LangWart: Method congestion from mutate multiplicty

Terry Reedy tjreedy at udel.edu
Sun Feb 10 03:39:21 EST 2013


While it is true that sorted(iterable) is essentially

def sorted(iterable):
   tem = list(iterable)
   tem.sort
   return tem

the body is not an expression and cannot be substituted in an 
expression. The need for the short form was thought common enough to be 
worth, *on balance*, a new builtin name. It is not surprising that not 
all agree.

Reversed(iterable) is more complicated because it returns an iterator, 
not a list, and looks for a class-specific __reversed__ method. I think 
it is more or less equivalent to the following:

def _rev_iter(seq, n):
   for i in range(n-1, -1, -1):
   # many people have trouble getting the range right
     yield seq[i]

def reversed(iterable):
   try:
     return iterable.__reversed__()
   except AttributeError:
     try:
       itlen = iterable.__len__
       iterable.__getitem__
       return _rev_iter(iterable, itlen)
     except AttributeError:
       raise TypeError("argument to reversed() must be a sequence")

Even if list mutation methods returned the list, which they do not and 
for good reason, reversed(it) is not the same as list(it).reverse(). So 
that part of the premise of this thread is wrong.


* _Exercise_
Your job is to copy the lines from the material that include "arrow".

****

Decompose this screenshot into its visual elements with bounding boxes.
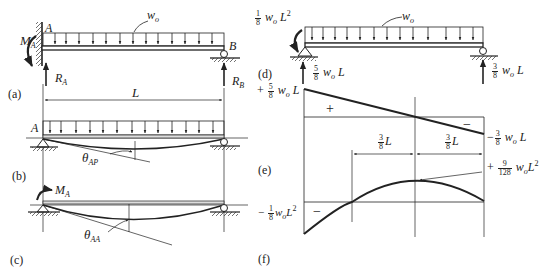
panel-a-reaction-b-label: RB <box>232 75 244 90</box>
panel-b-point-a-label: A <box>31 122 38 134</box>
dimension-right-label: 38L <box>444 134 459 151</box>
panel-d-moment-label: 18 wo L2 <box>254 10 291 27</box>
span-length-label: L <box>132 86 139 99</box>
panel-b-tag: (b) <box>12 170 26 182</box>
panel-c-angle-label: θAA <box>84 228 100 244</box>
panel-c-beam <box>30 201 248 220</box>
panel-c-roller-support-b <box>210 205 240 217</box>
shear-positive-region: + <box>326 102 334 116</box>
panel-d-tag: (d) <box>258 68 272 80</box>
shear-max-label: + 58 wo L <box>257 83 299 100</box>
panel-c-moment-arrow <box>37 190 52 200</box>
panel-d-reaction-a-label: 58 wo L <box>312 65 345 82</box>
panel-a-point-b-label: B <box>229 40 236 52</box>
panel-f-tag: (f) <box>258 253 270 265</box>
panel-b-distributed-load <box>43 121 224 135</box>
panel-d-load-label: wo <box>402 10 414 25</box>
shear-negative-region: − <box>463 118 471 132</box>
moment-max-label: + 9128 woL2 <box>487 160 538 177</box>
panel-a-beam <box>42 46 224 50</box>
panel-d-beam <box>305 43 483 47</box>
panel-a-point-a-label: A <box>45 22 52 34</box>
panel-a-moment-label: MA <box>20 34 36 50</box>
panel-a-distributed-load <box>43 21 224 46</box>
panel-d-distributed-load <box>305 17 483 43</box>
dimension-left-label: 38L <box>377 134 392 151</box>
moment-negative-region: − <box>313 205 321 219</box>
panel-d-reaction-b-label: 38 wo L <box>491 63 524 80</box>
panel-a-tag: (a) <box>8 88 21 100</box>
panel-e-tag: (e) <box>258 164 271 176</box>
panel-a-fixed-wall <box>36 22 42 66</box>
moment-min-label: − 18woL2 <box>258 205 296 222</box>
shear-min-label: −38 wo L <box>487 130 526 147</box>
panel-d-pin-support-a <box>290 47 318 61</box>
panel-c-moment-label: MA <box>55 184 70 199</box>
panel-d-moment-arrow <box>295 30 302 52</box>
panel-a-load-label: wo <box>147 9 159 24</box>
panel-b-angle-label: θAP <box>82 151 98 167</box>
panel-c-tag: (c) <box>10 254 23 266</box>
panel-a-reaction-a-label: RA <box>55 72 67 87</box>
panel-c-pin-support-a <box>28 205 60 216</box>
shear-dimension-lines <box>352 134 484 237</box>
panel-d-roller-support-b <box>470 48 498 61</box>
span-dimension-line <box>43 84 224 232</box>
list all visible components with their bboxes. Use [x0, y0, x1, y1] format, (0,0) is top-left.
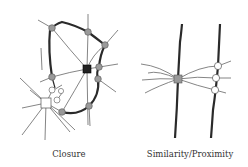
- similarity-diagram: [141, 24, 231, 138]
- node: [49, 87, 55, 93]
- node: [214, 62, 221, 69]
- node: [211, 86, 218, 93]
- node: [95, 76, 102, 83]
- similarity-caption: Similarity/Proximity: [147, 149, 233, 159]
- closure-caption: Closure: [52, 149, 85, 159]
- gestalt-diagram: [0, 0, 248, 167]
- node: [59, 109, 66, 116]
- node: [96, 64, 103, 71]
- node: [212, 74, 219, 81]
- node: [85, 29, 92, 36]
- node: [86, 103, 93, 110]
- node: [54, 97, 60, 103]
- node: [102, 42, 109, 49]
- gray-square-node: [174, 75, 182, 83]
- node: [49, 25, 56, 32]
- node: [58, 88, 63, 93]
- closure-diagram: [20, 14, 118, 140]
- node: [49, 74, 56, 81]
- white-square-node: [41, 98, 51, 108]
- dark-square-node: [83, 65, 91, 73]
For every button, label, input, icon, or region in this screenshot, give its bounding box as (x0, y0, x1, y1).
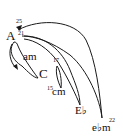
node-C: C (39, 67, 48, 80)
node-cm: cm (52, 86, 65, 97)
number-22: 22 (109, 117, 115, 123)
node-am: am (23, 51, 36, 62)
node-A: A (6, 29, 15, 42)
number-17: 17 (53, 57, 59, 63)
number-25: 25 (16, 18, 22, 24)
node-Eb: E♭ (75, 105, 87, 116)
node-ebm: e♭m (92, 122, 111, 133)
number-21: 21 (18, 30, 24, 36)
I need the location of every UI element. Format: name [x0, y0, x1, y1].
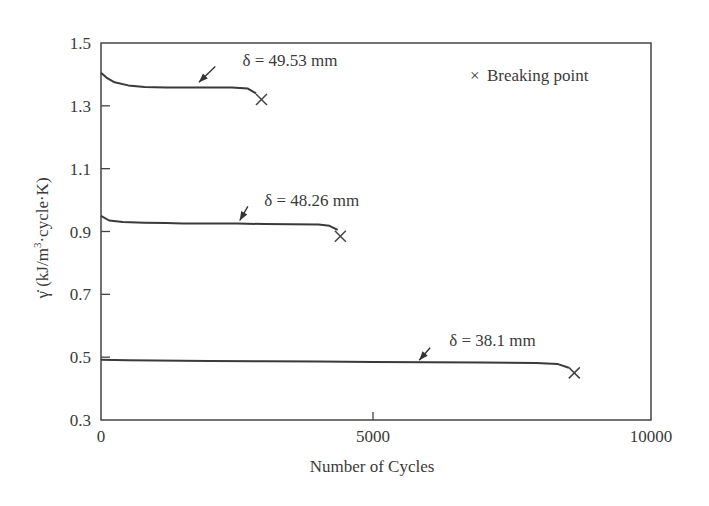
y-tick-label: 0.3 — [70, 411, 91, 430]
x-tick-label: 0 — [97, 427, 106, 446]
y-axis-units-pre: (kJ/m — [33, 248, 52, 291]
y-axis-title: γ̇ (kJ/m3·cycle·K) — [31, 177, 52, 299]
legend-label: Breaking point — [487, 66, 589, 85]
legend-marker-icon: × — [470, 66, 480, 85]
series-annotation-label: δ = 38.1 mm — [449, 331, 536, 350]
y-tick-label: 0.7 — [70, 285, 92, 304]
y-tick-label: 1.1 — [70, 160, 91, 179]
y-axis-units-post: ·cycle·K) — [33, 177, 52, 242]
y-tick-label: 1.3 — [70, 97, 91, 116]
chart-background — [0, 0, 709, 506]
series-annotation-label: δ = 48.26 mm — [264, 191, 359, 210]
x-tick-label: 5000 — [356, 427, 390, 446]
chart-canvas: 0.30.50.70.91.11.31.5 0500010000 δ = 49.… — [0, 0, 709, 506]
x-tick-label: 10000 — [630, 427, 673, 446]
y-tick-label: 1.5 — [70, 34, 91, 53]
series-annotation-label: δ = 49.53 mm — [242, 51, 337, 70]
y-tick-label: 0.5 — [70, 348, 91, 367]
x-axis-title: Number of Cycles — [310, 457, 435, 476]
legend: × Breaking point — [470, 66, 589, 85]
y-tick-label: 0.9 — [70, 223, 91, 242]
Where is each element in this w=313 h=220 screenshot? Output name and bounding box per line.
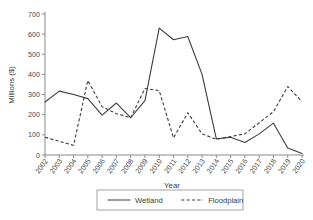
x-axis-tick-label: 2016 — [233, 157, 250, 175]
y-axis: 0100200300400500600700 — [28, 10, 45, 160]
y-axis-tick-label: 700 — [28, 10, 40, 19]
x-axis-tick-label: 2003 — [48, 157, 65, 175]
y-axis-tick-label: 0 — [36, 151, 40, 160]
data-series-group — [45, 28, 302, 153]
y-axis-tick-label: 600 — [28, 30, 40, 39]
x-axis-tick-label: 2019 — [276, 157, 293, 175]
x-axis-tick-label: 2004 — [62, 157, 79, 175]
series-line-floodplain — [45, 80, 302, 145]
x-axis-tick-label: 2008 — [119, 157, 136, 175]
series-line-wetland — [45, 28, 302, 153]
y-axis-title: Millions ($) — [7, 66, 16, 104]
y-axis-tick-label: 400 — [28, 70, 40, 79]
y-axis-tick-label: 100 — [28, 130, 40, 139]
legend-label-wetland: Wetland — [135, 196, 163, 205]
x-axis-tick-label: 2002 — [33, 157, 50, 175]
x-axis-tick-label: 2015 — [219, 157, 236, 175]
line-chart: 0100200300400500600700 20022003200420052… — [0, 0, 313, 220]
x-axis-tick-label: 2014 — [205, 157, 222, 175]
chart-legend: WetlandFloodplain — [97, 190, 243, 210]
x-axis-tick-label: 2005 — [76, 157, 93, 175]
x-axis-tick-label: 2018 — [262, 157, 279, 175]
legend-label-floodplain: Floodplain — [208, 196, 243, 205]
x-axis-tick-label: 2020 — [290, 157, 307, 175]
x-axis-tick-label: 2011 — [162, 157, 178, 175]
y-axis-tick-label: 500 — [28, 50, 40, 59]
x-axis: 2002200320042005200620072008200920102011… — [33, 155, 307, 175]
x-axis-title: Year — [164, 181, 180, 190]
x-axis-tick-label: 2012 — [176, 157, 193, 175]
x-axis-tick-label: 2009 — [133, 157, 150, 175]
x-axis-tick-label: 2017 — [247, 157, 264, 175]
x-axis-tick-label: 2013 — [190, 157, 207, 175]
y-axis-tick-label: 300 — [28, 90, 40, 99]
x-axis-tick-label: 2006 — [90, 157, 107, 175]
x-axis-tick-label: 2010 — [148, 157, 165, 175]
chart-container: 0100200300400500600700 20022003200420052… — [0, 0, 313, 220]
x-axis-tick-label: 2007 — [105, 157, 122, 175]
y-axis-tick-label: 200 — [28, 110, 40, 119]
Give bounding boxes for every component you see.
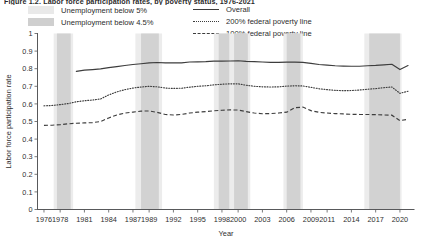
y-tick-label-4: 0.4 [22, 135, 32, 144]
shaded-band-6 [234, 34, 248, 210]
shaded-band-3 [141, 34, 159, 210]
y-axis-title: Labor force participation rate [4, 74, 13, 168]
shaded-band-8 [287, 34, 301, 210]
x-tick-label-13: 2011 [319, 215, 335, 224]
y-tick-label-0: 0 [28, 205, 32, 214]
x-tick-label-0: 1976 [36, 215, 52, 224]
y-tick-label-2: 0.2 [22, 170, 32, 179]
x-tick-label-1: 1978 [52, 215, 68, 224]
y-tick-label-1: 0.1 [22, 188, 32, 197]
x-axis-title: Year [219, 229, 234, 238]
x-tick-label-6: 1992 [165, 215, 181, 224]
shaded-bands-layer [54, 34, 402, 210]
y-tick-label-6: 0.6 [22, 100, 32, 109]
y-tick-label-3: 0.3 [22, 152, 32, 161]
x-tick-label-3: 1984 [101, 215, 117, 224]
x-tick-label-14: 2014 [343, 215, 359, 224]
y-tick-label-5: 0.5 [22, 117, 32, 126]
line-chart-svg: 00.10.20.30.40.50.60.70.80.9119761978198… [0, 0, 422, 246]
x-tick-label-16: 2020 [392, 215, 408, 224]
y-tick-label-9: 0.9 [22, 47, 32, 56]
x-tick-label-12: 2009 [303, 215, 319, 224]
x-tick-label-8: 1998 [214, 215, 230, 224]
y-tick-label-7: 0.7 [22, 82, 32, 91]
plot-area: 00.10.20.30.40.50.60.70.80.9119761978198… [0, 0, 422, 246]
y-tick-label-8: 0.8 [22, 64, 32, 73]
x-tick-label-5: 1989 [141, 215, 157, 224]
x-tick-label-11: 2006 [279, 215, 295, 224]
x-tick-label-7: 1995 [190, 215, 206, 224]
x-tick-label-9: 2000 [230, 215, 246, 224]
shaded-band-5 [219, 34, 230, 210]
shaded-band-1 [57, 34, 71, 210]
figure-root: Figure 1.2. Labor force participation ra… [0, 0, 422, 246]
y-tick-label-10: 1 [28, 29, 32, 38]
x-tick-label-15: 2017 [368, 215, 384, 224]
x-tick-label-2: 1981 [76, 215, 92, 224]
x-tick-label-4: 1987 [125, 215, 141, 224]
shaded-band-10 [369, 34, 400, 210]
x-tick-label-10: 2003 [254, 215, 270, 224]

****

* _Reply to the task_
panel-c-moment-arrow <box>37 190 52 200</box>
panel-d-moment-arrow <box>295 30 302 52</box>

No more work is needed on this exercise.